Agreeing to the forum was a change in direction, and possibly a sign of worry, from the Clinton camp. Several U.S. news outlets reported that Ms. Clinton hastily agreed to it within the last week after previously holding out.

But she didn't go for broke Monday, instead banking that her best shot of pulling out a win remains in appearing the candidate of reason rather than passion. While she did try to humanize herself with the odd folksy line (asked how she would work with obstructionist Republicans in Congress, she replied: "I'm gonna be just givin' 'em all bear hugs whether they like it or not"), she spent most of her speaking time highlighting her quarter-century experience at the centre of her country's public life. In one particularly lengthy reply, she recited a story on how she once negotiated an eleventh-hour deal to restrain Israel from invading Gaza.

At her best, Ms. Clinton played like the serious and measured candidate she is trying to be. At others, she slid into "lecturing university professor" territory that showed her weakness at retail politics.

Her most humanizing moment, perhaps surprisingly, came when one young audience member told her that "quite a few people my age … think you're dishonest."
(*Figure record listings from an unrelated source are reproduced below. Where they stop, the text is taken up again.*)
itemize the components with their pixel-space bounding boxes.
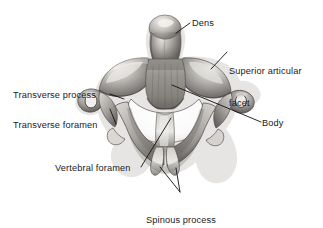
label-vertebral-foramen: Vertebral foramen xyxy=(55,163,131,174)
label-superior-articular-facet-line2: facet xyxy=(229,98,302,109)
dens-structure xyxy=(149,15,181,60)
anatomy-figure: Dens Superior articular facet Transverse… xyxy=(0,0,323,228)
label-dens: Dens xyxy=(192,18,214,29)
body-top-shadow xyxy=(147,59,184,70)
label-body: Body xyxy=(262,118,284,129)
spinous-highlight xyxy=(159,116,169,146)
label-spinous-process: Spinous process (bifid) xyxy=(119,194,243,228)
label-transverse-process: Transverse process xyxy=(13,90,96,101)
label-superior-articular-facet-line1: Superior articular xyxy=(229,66,302,77)
label-transverse-foramen: Transverse foramen xyxy=(13,120,98,131)
label-spinous-process-line1: Spinous process xyxy=(119,215,243,226)
dens-shading xyxy=(150,32,181,60)
vertebral-body xyxy=(146,59,186,109)
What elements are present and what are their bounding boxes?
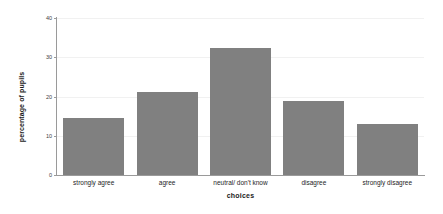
x-tick-label: strongly agree — [57, 178, 130, 188]
x-axis-title: choices — [57, 192, 424, 199]
y-tick-label: 40 — [46, 14, 52, 22]
y-tick-0: 0 — [0, 175, 57, 176]
y-tick-label: 30 — [46, 53, 52, 61]
bar — [357, 124, 418, 175]
x-tick-label: disagree — [277, 178, 350, 188]
plot-area — [57, 18, 424, 175]
gridline-y-0 — [57, 175, 424, 176]
bar — [137, 92, 198, 175]
bar-chart: percentage of pupils 010203040 strongly … — [0, 0, 443, 214]
y-tick-20: 20 — [0, 97, 57, 98]
bar — [63, 118, 124, 175]
x-tick-label: agree — [130, 178, 203, 188]
y-axis-ticks: 010203040 — [0, 0, 57, 214]
y-tick-30: 30 — [0, 57, 57, 58]
gridline-y-40 — [57, 18, 424, 19]
y-tick-label: 0 — [49, 171, 52, 179]
x-tick-label: neutral/ don't know — [204, 178, 277, 188]
y-tick-10: 10 — [0, 136, 57, 137]
y-tick-label: 20 — [46, 93, 52, 101]
y-tick-label: 10 — [46, 132, 52, 140]
bar — [283, 101, 344, 175]
x-axis-tick-labels: strongly agreeagreeneutral/ don't knowdi… — [57, 178, 424, 192]
x-tick-label: strongly disagree — [351, 178, 424, 188]
y-tick-40: 40 — [0, 18, 57, 19]
bar — [210, 48, 271, 175]
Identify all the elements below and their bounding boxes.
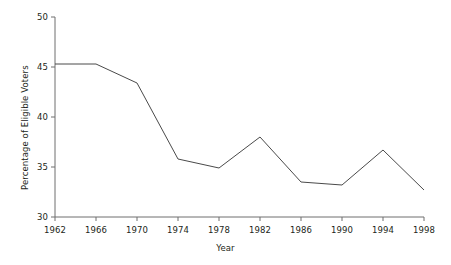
- x-tick-label: 1966: [85, 226, 107, 235]
- y-axis-title: Percentage of Eligible Voters: [20, 65, 30, 190]
- x-tick-label: 1994: [372, 226, 394, 235]
- x-tick-label: 1998: [413, 226, 435, 235]
- y-tick-label: 30: [24, 213, 48, 222]
- axes-group: [55, 17, 424, 217]
- x-tick-label: 1970: [126, 226, 148, 235]
- x-tick-label: 1990: [331, 226, 353, 235]
- x-tick-label: 1978: [208, 226, 230, 235]
- x-tick-marks: [55, 217, 424, 221]
- x-axis-title: Year: [0, 243, 451, 253]
- x-tick-label: 1986: [290, 226, 312, 235]
- line-chart: 3035404550 19621966197019741978198219861…: [0, 0, 451, 265]
- x-tick-label: 1974: [167, 226, 189, 235]
- x-tick-label: 1962: [44, 226, 66, 235]
- y-tick-marks: [51, 17, 55, 217]
- data-series-line: [55, 64, 424, 190]
- y-tick-label: 50: [24, 13, 48, 22]
- x-tick-label: 1982: [249, 226, 271, 235]
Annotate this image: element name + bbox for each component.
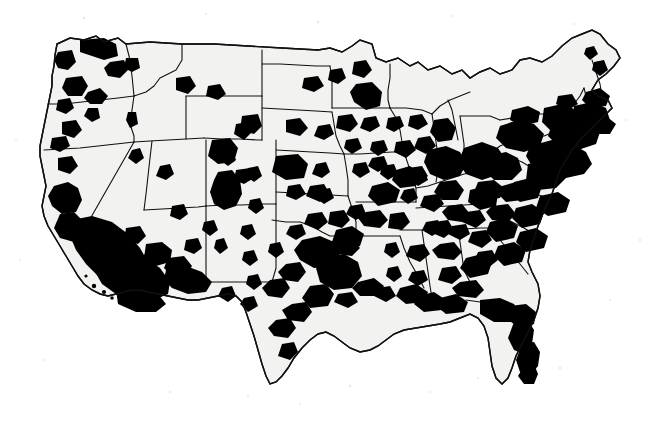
us-choropleth-map <box>0 0 662 422</box>
figure-root <box>0 0 662 422</box>
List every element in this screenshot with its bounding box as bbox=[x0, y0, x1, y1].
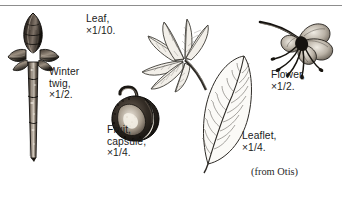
botanical-plate: Winter twig, ×1/2. bbox=[0, 0, 342, 199]
label-flower: Flower, ×1/2. bbox=[271, 69, 305, 92]
label-fruit: Fruit, capsule, ×1/4. bbox=[107, 124, 146, 159]
lateral-bud-right bbox=[40, 49, 59, 61]
label-leaf: Leaf, ×1/10. bbox=[86, 13, 116, 36]
credit-attribution: (from Otis) bbox=[251, 166, 298, 177]
label-leaflet: Leaflet, ×1/4. bbox=[242, 130, 277, 153]
twig-stem bbox=[28, 62, 38, 162]
leaflet-stalk bbox=[204, 164, 208, 173]
label-winter-twig: Winter twig, ×1/2. bbox=[49, 66, 79, 101]
top-divider-rule bbox=[0, 5, 342, 6]
terminal-bud bbox=[24, 13, 42, 53]
lateral-bud-left bbox=[8, 49, 26, 61]
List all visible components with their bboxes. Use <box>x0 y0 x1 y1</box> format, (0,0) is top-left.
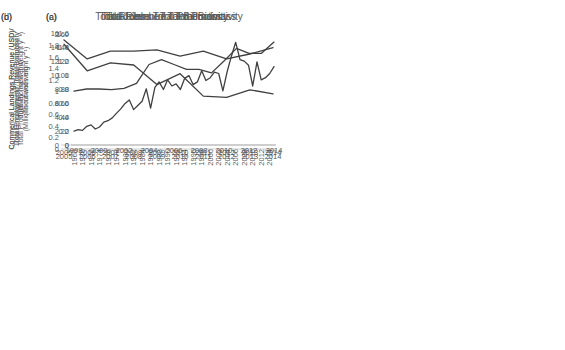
svg-text:2012: 2012 <box>241 146 258 155</box>
svg-text:1998: 1998 <box>66 146 83 155</box>
svg-text:2004: 2004 <box>141 146 158 155</box>
panel-d: (d) Total Revenue / Total Productivity C… <box>0 0 283 175</box>
svg-text:2006: 2006 <box>166 146 183 155</box>
svg-text:0.8: 0.8 <box>59 85 69 94</box>
panel-d-data-line <box>74 42 274 91</box>
svg-text:0.2: 0.2 <box>59 127 69 136</box>
panel-d-chart-canvas: 00.20.40.60.811.21.41.619982000200220042… <box>0 0 283 175</box>
svg-text:2000: 2000 <box>91 146 108 155</box>
svg-text:0.6: 0.6 <box>59 99 69 108</box>
svg-text:2008: 2008 <box>191 146 208 155</box>
svg-text:1: 1 <box>65 71 69 80</box>
svg-text:2014: 2014 <box>266 146 283 155</box>
svg-text:1.2: 1.2 <box>59 57 69 66</box>
svg-text:0.4: 0.4 <box>59 113 69 122</box>
svg-text:2010: 2010 <box>216 146 233 155</box>
svg-text:1.6: 1.6 <box>59 29 69 38</box>
svg-text:2002: 2002 <box>116 146 133 155</box>
svg-text:1.4: 1.4 <box>59 43 69 52</box>
four-panel-line-chart-figure: (a) Total Jobs / Total Biomass Total Emp… <box>0 0 565 350</box>
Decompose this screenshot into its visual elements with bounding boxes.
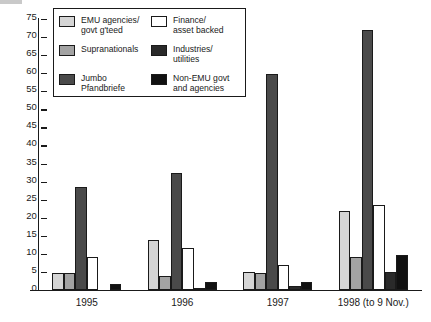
swatch-industries-utilities-icon (151, 45, 167, 56)
bar-non-emu-govt-2 (301, 282, 313, 290)
bar-supranationals-0 (64, 273, 76, 290)
y-tick-label: 55 (26, 84, 37, 94)
chart-legend: EMU agencies/ govt g'teedSupranationalsJ… (53, 8, 246, 97)
x-axis-label-1: 1996 (135, 297, 231, 308)
bar-finance-asset-backed-0 (87, 257, 99, 290)
legend-item-non-emu-govt[interactable]: Non-EMU govt and agencies (151, 73, 245, 95)
y-tick-label: 75 (26, 12, 37, 22)
bar-industries-utilities-3 (385, 272, 397, 290)
x-axis-line (30, 290, 422, 291)
y-tick-label: 0 (32, 283, 37, 293)
swatch-emu-agencies-icon (59, 16, 75, 27)
y-tick-label: 35 (26, 157, 37, 167)
bar-non-emu-govt-0 (110, 284, 122, 290)
y-tick-label: 30 (26, 175, 37, 185)
bar-non-emu-govt-1 (205, 282, 217, 290)
y-tick-label: 10 (26, 247, 37, 257)
bar-jumbo-pfandbriefe-0 (75, 187, 87, 290)
legend-column-right: Finance/ asset backedIndustries/ utiliti… (151, 15, 245, 102)
bar-chart: 051015202530354045505560657075 199519961… (0, 0, 431, 322)
x-axis-label-3: 1998 (to 9 Nov.) (326, 297, 422, 308)
y-tick-label: 40 (26, 138, 37, 148)
bar-finance-asset-backed-3 (373, 205, 385, 290)
legend-item-finance-asset-backed[interactable]: Finance/ asset backed (151, 15, 245, 37)
y-tick-mark (41, 290, 47, 291)
bar-supranationals-1 (159, 276, 171, 290)
legend-label: EMU agencies/ govt g'teed (81, 15, 139, 35)
bar-industries-utilities-1 (194, 288, 206, 290)
y-tick-label: 70 (26, 30, 37, 40)
y-tick-label: 65 (26, 48, 37, 58)
y-tick-label: 45 (26, 120, 37, 130)
y-tick-label: 60 (26, 66, 37, 76)
y-tick-label: 20 (26, 211, 37, 221)
legend-label: Non-EMU govt and agencies (173, 73, 229, 93)
scan-artifact-mark (0, 0, 22, 4)
bar-emu-agencies-3 (339, 211, 351, 290)
y-tick-label: 5 (32, 265, 37, 275)
bar-supranationals-2 (255, 273, 267, 290)
bar-group-1998-to-9-nov- (326, 19, 422, 290)
swatch-supranationals-icon (59, 45, 75, 56)
swatch-non-emu-govt-icon (151, 74, 167, 85)
bar-jumbo-pfandbriefe-2 (266, 74, 278, 290)
bar-jumbo-pfandbriefe-1 (171, 173, 183, 290)
bar-emu-agencies-1 (148, 240, 160, 290)
legend-item-supranationals[interactable]: Supranationals (59, 44, 151, 66)
legend-item-emu-agencies[interactable]: EMU agencies/ govt g'teed (59, 15, 151, 37)
bar-emu-agencies-2 (243, 272, 255, 290)
bar-jumbo-pfandbriefe-3 (362, 30, 374, 290)
y-tick-label: 15 (26, 229, 37, 239)
bar-industries-utilities-2 (289, 286, 301, 290)
legend-item-industries-utilities[interactable]: Industries/ utilities (151, 44, 245, 66)
swatch-finance-asset-backed-icon (151, 16, 167, 27)
legend-column-left: EMU agencies/ govt g'teedSupranationalsJ… (59, 15, 151, 102)
bar-supranationals-3 (350, 257, 362, 290)
bar-finance-asset-backed-2 (278, 265, 290, 290)
x-axis-label-0: 1995 (39, 297, 135, 308)
legend-label: Finance/ asset backed (173, 15, 224, 35)
y-tick-label: 25 (26, 193, 37, 203)
legend-label: Industries/ utilities (173, 44, 213, 64)
bar-non-emu-govt-3 (396, 255, 408, 290)
legend-label: Supranationals (81, 44, 138, 54)
y-tick-label: 50 (26, 102, 37, 112)
legend-label: Jumbo Pfandbriefe (81, 73, 125, 93)
bar-finance-asset-backed-1 (182, 248, 194, 290)
bar-emu-agencies-0 (52, 273, 64, 290)
x-axis-label-2: 1997 (230, 297, 326, 308)
swatch-jumbo-pfandbriefe-icon (59, 74, 75, 85)
legend-item-jumbo-pfandbriefe[interactable]: Jumbo Pfandbriefe (59, 73, 151, 95)
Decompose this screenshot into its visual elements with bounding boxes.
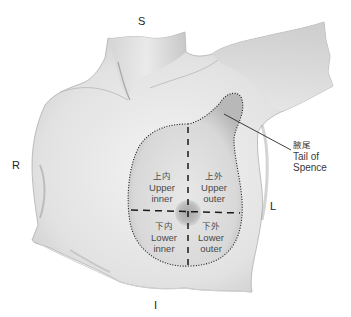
quadrant-upper-inner-en2: inner — [140, 193, 184, 204]
quadrant-lower-outer-en1: Lower — [189, 232, 233, 243]
left-label: L — [270, 201, 276, 212]
quadrant-lower-inner-en1: Lower — [142, 232, 186, 243]
quadrant-upper-outer-en1: Upper — [192, 182, 236, 193]
quadrant-lower-outer-cn: 下外 — [189, 221, 233, 232]
right-label: R — [12, 160, 20, 171]
quadrant-upper-inner-cn: 上内 — [140, 171, 184, 182]
tail-of-spence-en1: Tail of — [293, 151, 327, 162]
tail-of-spence-label: 腋尾 Tail of Spence — [293, 140, 327, 173]
quadrant-lower-inner: 下内 Lower inner — [142, 221, 186, 254]
inferior-label: I — [154, 300, 157, 311]
quadrant-upper-inner: 上内 Upper inner — [140, 171, 184, 204]
quadrant-lower-inner-en2: inner — [142, 243, 186, 254]
superior-label: S — [138, 16, 145, 27]
quadrant-upper-outer-cn: 上外 — [192, 171, 236, 182]
tail-of-spence-cn: 腋尾 — [293, 140, 327, 151]
quadrant-upper-outer: 上外 Upper outer — [192, 171, 236, 204]
breast-quadrant-diagram: S R L I 上内 Upper inner 上外 Upper outer 下内… — [0, 0, 351, 317]
quadrant-upper-outer-en2: outer — [192, 193, 236, 204]
quadrant-lower-outer: 下外 Lower outer — [189, 221, 233, 254]
tail-of-spence-en2: Spence — [293, 162, 327, 173]
quadrant-lower-inner-cn: 下内 — [142, 221, 186, 232]
left-axilla-shading — [262, 125, 267, 220]
quadrant-upper-inner-en1: Upper — [140, 182, 184, 193]
quadrant-lower-outer-en2: outer — [189, 243, 233, 254]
Ms. Clinton turned the question around, using it to highlight all the attacks on her from special interest groups, dating back to her time as first lady trying to create a universal health care system. "People have thrown all kinds of things at me and, you know, I can't keep up with it, I just keep going forward. They fall by the wayside," she said.

Mr. Sanders, for his part, sounded as always like a gruff assistant principal, talking tough about big banks and moneyed interests, and contrasting himself with Ms. Clinton while trying not to sound mean about it. He got his message across – and did a good job making himself relatable, with the answer about his parents and the odd self-deprecating joke – but did little to dispel the image of his campaign as a one-trick pony.

In all, it felt like a fight – or tussle, perhaps – between the Democratic party's heart and its head.